A Miller and a Rat discuss the theft of grain. The Rat lost.
L’Estrange version
A Miller took a huge over-grown Rat in his meal tub; and there was he laying the law to him about the lewdness of his life and conversation, and the abominable sin of stealing; but your thieving says he, is now come home to ye, and I shall e’n leave honest: Puss here to reckon with ye for all your rogueries. Alas Sir, says the poor Rat, I make no Trade on’t; and the miserable pittance that I take, is only from hand to mouth, and out of pure necessity to keep life and soul together: as the Rat pleaded hunger on the one hand, the Miller threw the matter of conscience and honesty in his teeth on the other, and preach’d to him upon the topick of a political convenience, in making such pilfering knaves examples for the publick good. Well, sir, says the Rat once again, but pray will you consider for your own sake, that this is your own case; and that you and I are both corn merchants, and of the same fraternity; nay, and that for one grain that I take, you take a thousand.
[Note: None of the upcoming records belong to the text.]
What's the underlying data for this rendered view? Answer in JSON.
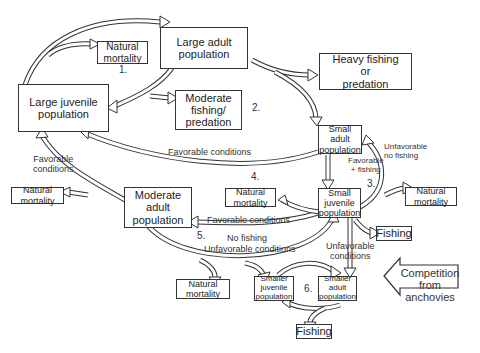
{
  "diagram": {
    "type": "population-dynamics-flow",
    "boxes": {
      "natural_mortality_1": "Natural\nmortality",
      "large_adult": "Large adult\npopulation",
      "large_juvenile": "Large juvenile\npopulation",
      "heavy_fishing": "Heavy fishing\nor\npredation",
      "moderate_fishing": "Moderate\nfishing/\npredation",
      "small_adult": "Small\nadult\npopulation",
      "natural_mortality_left": "Natural\nmortality",
      "moderate_adult": "Moderate\nadult\npopulation",
      "natural_mortality_4": "Natural\nmortality",
      "small_juvenile": "Small\njuvenile\npopulation",
      "natural_mortality_right": "Natural\nmortality",
      "fishing_right": "Fishing",
      "natural_mortality_bottom": "Natural\nmortality",
      "smaller_juvenile": "Smaller\njuvenile\npopulation",
      "smaller_adult": "Smaller\nadult\npopulation",
      "fishing_bottom": "Fishing",
      "competition": "Competition\nfrom anchovies"
    },
    "labels": {
      "favorable_conditions_top": "Favorable conditions",
      "favorable_conditions_left": "Favorable\nconditions",
      "unfavorable_no_fishing": "Unfavorable\nno fishing",
      "favorable_fishing": "Favorable\n+ fishing",
      "favorable_conditions_mid": "Favorable conditions",
      "no_fishing": "No fishing",
      "unfavorable_conditions_mid": "Unfavorable conditions",
      "unfavorable_conditions_right": "Unfavorable\nconditions"
    },
    "numbers": {
      "n1": "1.",
      "n2": "2.",
      "n3": "3.",
      "n4": "4.",
      "n5": "5.",
      "n6": "6."
    }
  }
}
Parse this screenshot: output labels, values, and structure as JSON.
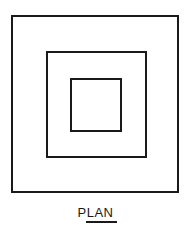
{
  "diagram": {
    "type": "plan-view",
    "shapes": [
      {
        "name": "outer-square",
        "x": 11,
        "y": 15,
        "width": 168,
        "height": 178
      },
      {
        "name": "middle-square",
        "x": 46,
        "y": 51,
        "width": 101,
        "height": 107
      },
      {
        "name": "inner-square",
        "x": 70,
        "y": 78,
        "width": 52,
        "height": 54
      }
    ],
    "label": "PLAN",
    "line_color": "#1a1a1a"
  }
}
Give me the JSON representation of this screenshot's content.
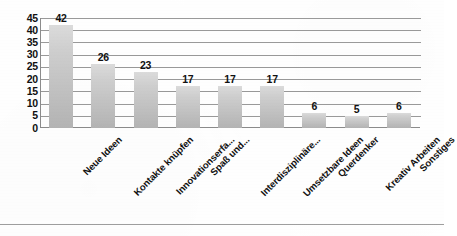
{
  "chart_data": {
    "type": "bar",
    "title": "",
    "subtitle": "",
    "xlabel": "",
    "ylabel": "",
    "categories": [
      "Neue Ideen",
      "Kontakte knüpfen",
      "Innovationserfa...",
      "Spaß und...",
      "Interdisziplinäre...",
      "Umsetzbare Ideen",
      "Querdenker",
      "Kreativ Arbeiten",
      "Sonstiges"
    ],
    "values": [
      42,
      26,
      23,
      17,
      17,
      17,
      6,
      5,
      6
    ],
    "data_labels": [
      "42",
      "26",
      "23",
      "17",
      "17",
      "17",
      "6",
      "5",
      "6"
    ],
    "ylim": [
      0,
      45
    ],
    "ytick_labels": [
      "45",
      "40",
      "35",
      "30",
      "25",
      "20",
      "15",
      "10",
      "5",
      "0"
    ],
    "ytick_values": [
      45,
      40,
      35,
      30,
      25,
      20,
      15,
      10,
      5,
      0
    ],
    "ytick_step": 5,
    "grid": true,
    "grid_axis": "y",
    "legend": false,
    "legend_position": "none",
    "bar_color_top": "#dcdcdc",
    "bar_color_bottom": "#b4b4b4",
    "gridline_color": "#9a9a9a",
    "axis_color": "#8c8c8c",
    "text_color": "#111111",
    "background_color": "#ffffff"
  }
}
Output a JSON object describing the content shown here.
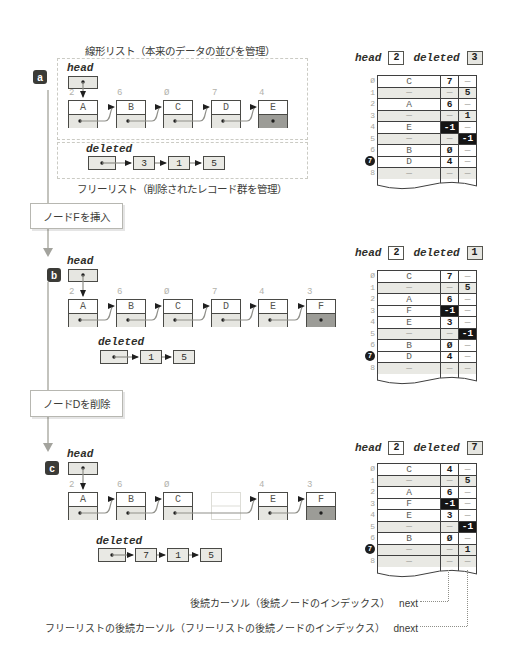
{
  "figure": {
    "linear_list_title": "線形リスト（本来のデータの並びを管理）",
    "free_list_title": "フリーリスト（削除されたレコード群を管理）"
  },
  "steps": [
    {
      "label": "ノードFを挿入"
    },
    {
      "label": "ノードDを削除"
    }
  ],
  "annotations": [
    {
      "text": "後続カーソル（後続ノードのインデックス）",
      "key": "next"
    },
    {
      "text": "フリーリストの後続カーソル（フリーリストの後続ノードのインデックス）",
      "key": "dnext"
    }
  ],
  "colors": {
    "null_cell": "#9c9c97",
    "dark_cell": "#151515",
    "free_row": "#e9e9e4",
    "node_fill": "#e6e6e1",
    "panel_marker": "#3b3b37"
  },
  "panels": [
    {
      "id": "a",
      "head_label": "head",
      "deleted_label": "deleted",
      "nodes": [
        {
          "index": "2",
          "letter": "A"
        },
        {
          "index": "6",
          "letter": "B"
        },
        {
          "index": "Ø",
          "letter": "C"
        },
        {
          "index": "7",
          "letter": "D"
        },
        {
          "index": "4",
          "letter": "E",
          "isNull": true
        }
      ],
      "deleted_chain": [
        "3",
        "1",
        "5"
      ],
      "table": {
        "head_label": "head",
        "head": "2",
        "deleted_label": "deleted",
        "deleted": "3",
        "rows": [
          {
            "i": "Ø",
            "v": "C",
            "n": "7",
            "d": "—"
          },
          {
            "i": "1",
            "v": "—",
            "n": "—",
            "d": "5",
            "free": true
          },
          {
            "i": "2",
            "v": "A",
            "n": "6",
            "d": "—"
          },
          {
            "i": "3",
            "v": "—",
            "n": "—",
            "d": "1",
            "free": true
          },
          {
            "i": "4",
            "v": "E",
            "n": "-1",
            "d": "—"
          },
          {
            "i": "5",
            "v": "—",
            "n": "—",
            "d": "-1",
            "free": true
          },
          {
            "i": "6",
            "v": "B",
            "n": "Ø",
            "d": "—"
          },
          {
            "i": "7",
            "v": "D",
            "n": "4",
            "d": "—",
            "circled": true
          },
          {
            "i": "8",
            "v": "—",
            "n": "—",
            "d": "—",
            "free": true
          }
        ]
      }
    },
    {
      "id": "b",
      "head_label": "head",
      "deleted_label": "deleted",
      "nodes": [
        {
          "index": "2",
          "letter": "A"
        },
        {
          "index": "6",
          "letter": "B"
        },
        {
          "index": "Ø",
          "letter": "C"
        },
        {
          "index": "7",
          "letter": "D"
        },
        {
          "index": "4",
          "letter": "E"
        },
        {
          "index": "3",
          "letter": "F",
          "isNull": true
        }
      ],
      "deleted_chain": [
        "1",
        "5"
      ],
      "table": {
        "head_label": "head",
        "head": "2",
        "deleted_label": "deleted",
        "deleted": "1",
        "rows": [
          {
            "i": "Ø",
            "v": "C",
            "n": "7",
            "d": "—"
          },
          {
            "i": "1",
            "v": "—",
            "n": "—",
            "d": "5",
            "free": true
          },
          {
            "i": "2",
            "v": "A",
            "n": "6",
            "d": "—"
          },
          {
            "i": "3",
            "v": "F",
            "n": "-1",
            "d": "—"
          },
          {
            "i": "4",
            "v": "E",
            "n": "3",
            "d": "—"
          },
          {
            "i": "5",
            "v": "—",
            "n": "—",
            "d": "-1",
            "free": true
          },
          {
            "i": "6",
            "v": "B",
            "n": "Ø",
            "d": "—"
          },
          {
            "i": "7",
            "v": "D",
            "n": "4",
            "d": "—",
            "circled": true
          },
          {
            "i": "8",
            "v": "—",
            "n": "—",
            "d": "—",
            "free": true
          }
        ]
      }
    },
    {
      "id": "c",
      "head_label": "head",
      "deleted_label": "deleted",
      "nodes": [
        {
          "index": "2",
          "letter": "A"
        },
        {
          "index": "6",
          "letter": "B"
        },
        {
          "index": "Ø",
          "letter": "C"
        },
        {
          "ghost": true
        },
        {
          "index": "4",
          "letter": "E"
        },
        {
          "index": "3",
          "letter": "F",
          "isNull": true
        }
      ],
      "deleted_chain": [
        "7",
        "1",
        "5"
      ],
      "table": {
        "head_label": "head",
        "head": "2",
        "deleted_label": "deleted",
        "deleted": "7",
        "rows": [
          {
            "i": "Ø",
            "v": "C",
            "n": "4",
            "d": "—"
          },
          {
            "i": "1",
            "v": "—",
            "n": "—",
            "d": "5",
            "free": true
          },
          {
            "i": "2",
            "v": "A",
            "n": "6",
            "d": "—"
          },
          {
            "i": "3",
            "v": "F",
            "n": "-1",
            "d": "—"
          },
          {
            "i": "4",
            "v": "E",
            "n": "3",
            "d": "—"
          },
          {
            "i": "5",
            "v": "—",
            "n": "—",
            "d": "-1",
            "free": true
          },
          {
            "i": "6",
            "v": "B",
            "n": "Ø",
            "d": "—"
          },
          {
            "i": "7",
            "v": "—",
            "n": "—",
            "d": "1",
            "free": true,
            "circled": true
          },
          {
            "i": "8",
            "v": "—",
            "n": "—",
            "d": "—",
            "free": true
          }
        ]
      }
    }
  ]
}
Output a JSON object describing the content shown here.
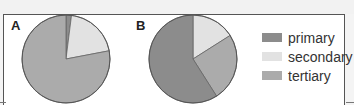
{
  "chart_data": [
    {
      "type": "pie",
      "title": "A",
      "categories": [
        "primary",
        "secondary",
        "tertiary"
      ],
      "values": [
        2,
        20,
        78
      ]
    },
    {
      "type": "pie",
      "title": "B",
      "categories": [
        "primary",
        "secondary",
        "tertiary"
      ],
      "values": [
        59,
        16,
        25
      ]
    }
  ],
  "panels": {
    "a_label": "A",
    "b_label": "B"
  },
  "legend": {
    "position": "right",
    "items": [
      {
        "label": "primary",
        "color": "#8c8c8c"
      },
      {
        "label": "secondary",
        "color": "#e2e2e2"
      },
      {
        "label": "tertiary",
        "color": "#ababab"
      }
    ]
  },
  "colors": {
    "primary": "#8c8c8c",
    "secondary": "#e2e2e2",
    "tertiary": "#ababab",
    "outline": "#555555"
  }
}
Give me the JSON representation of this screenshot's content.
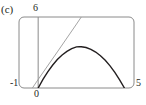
{
  "figure": {
    "panel_label": "(c)",
    "frame_color": "#8a8a8a",
    "curve_color": "#231f20",
    "line_color": "#9a9a9a",
    "axis_color": "#8a8a8a",
    "background": "#ffffff"
  },
  "labels": {
    "y_top": "6",
    "x_left": "-1",
    "x_zero": "0",
    "x_right": "5"
  },
  "chart_data": {
    "type": "line",
    "title": "(c)",
    "xlabel": "",
    "ylabel": "",
    "xlim": [
      -1,
      5
    ],
    "ylim": [
      0,
      6
    ],
    "grid": false,
    "legend": null,
    "axis_ticks": {
      "x": [
        "-1",
        "0",
        "5"
      ],
      "y": [
        "6"
      ]
    },
    "series": [
      {
        "name": "parabola",
        "type": "quadratic",
        "color": "#231f20",
        "width": 1.4,
        "equation": "y = -0.62 (x - 2.15)^2 + 2.9",
        "vertex": [
          2.15,
          2.9
        ],
        "roots": [
          0.0,
          4.3
        ],
        "points": [
          [
            0.0,
            0.0
          ],
          [
            0.25,
            0.72
          ],
          [
            0.5,
            1.36
          ],
          [
            0.75,
            1.92
          ],
          [
            1.0,
            2.4
          ],
          [
            1.25,
            2.79
          ],
          [
            1.5,
            3.1
          ],
          [
            1.75,
            3.33
          ],
          [
            2.0,
            3.48
          ],
          [
            2.15,
            3.5
          ],
          [
            2.25,
            3.49
          ],
          [
            2.5,
            3.42
          ],
          [
            2.75,
            3.27
          ],
          [
            3.0,
            3.04
          ],
          [
            3.25,
            2.73
          ],
          [
            3.5,
            2.34
          ],
          [
            3.75,
            1.87
          ],
          [
            4.0,
            1.32
          ],
          [
            4.25,
            0.69
          ],
          [
            4.5,
            0.0
          ]
        ]
      },
      {
        "name": "straight-line",
        "type": "linear",
        "color": "#9a9a9a",
        "width": 0.9,
        "equation": "y = 2.35 x + 0.72",
        "points": [
          [
            -0.3,
            0.0
          ],
          [
            0.0,
            0.72
          ],
          [
            1.0,
            3.05
          ],
          [
            2.0,
            5.4
          ],
          [
            2.25,
            6.0
          ]
        ]
      }
    ]
  }
}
This is not language, cries the Miller, in a rage, for an honest man to bear; but the best on’t is sirrah, your tongue’s no slander: so he turn’d the Cat loose upon him to do that which we call in the world an execution of justice.
Moral
‘Tis a piece of market policy, for people of a trade to bear hard one upon another, when it comes once to the question betwixt a couple of knaves, which is the honester man of the two.